THE BLINDFOLD

Siri Hustvedt
London: Hodder and Stoughton, 1993
ISBN # 0-340-58123-9
220 pages.

Comments by Bob Corbett
November 2005

This is the marvelously written story of Iris Vegan, a young graduate student studying at Columbia University in New York City in 1979-1981. The story is told in four sections, functioning as four separate stories with only loose connections among them, but in sum give they us a vivid picture of the harsh life of Iris in those years.

Iris is a bright student but troubled person. She suffers from severe migraine headaches which seem to precipitate some mental troubles. We follow from the beginnings of her mental difficulties up to a point where she seems in better shape, perhaps her life on the path toward a better world, but this isn’t fully clear.

Along we way she narrates her own story. The first being work she did for a mysterious and frightening elderly man who wanted her to write detailed descriptions of small items which he had come into possession of and which had belonged to a young woman brutally murdered in the man’s apartment building.

The second section takes us into an affair she has with one young man, and a close friendship with his best friend, which itself turns into a short affair.

The third section takes place in a mental institution where she lives for seemingly only ten days, but in which time she takes on a close relationship with two other patients in the beds on either side of her. The section gives the appearance and feeling of being a much longer time than ten days, but clues from the last section make it clear that her stay was only ten days.

Finally there is a long section in which she forms a very special relationship with a professor, doing a translation of a rather sadistic German short story. The two of them, student and professor are rather deeply touched and moved by this story, which leads them in a short but intense sexual liaison.

In all of this Iris is struggling for her sanity, and she virtually loses it at times when she adopts the character and personality of the young male protagonist of the short story she has translated. She dresses as a male and roams the streets of Manhattan in this persona.

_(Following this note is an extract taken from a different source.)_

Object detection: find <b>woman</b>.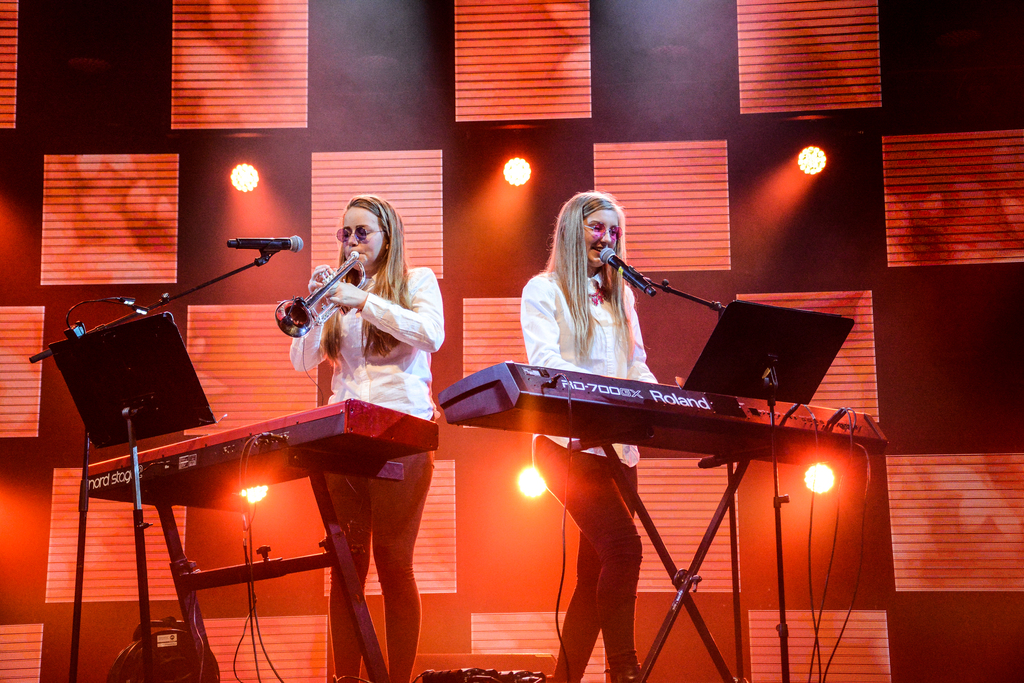
bbox=(517, 188, 660, 682).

This is a dark and disturbing novel, a challenge to our concepts of the relationship between reality and fiction, and a penetrating presentation of a deeply troubled mind. The book kept me riveted in attention, an uncomfortable nervous tension filling me in much of what I read. It isn’t a “nice” book in any way, but it is well-constructed, and magnificently written, a door to a troubled mind and reality. I’m not sure what it all means, and not sure that the author actually presents a message. Rather, I feel I was meant to simply FEEL the reality of Iris’s hard existence.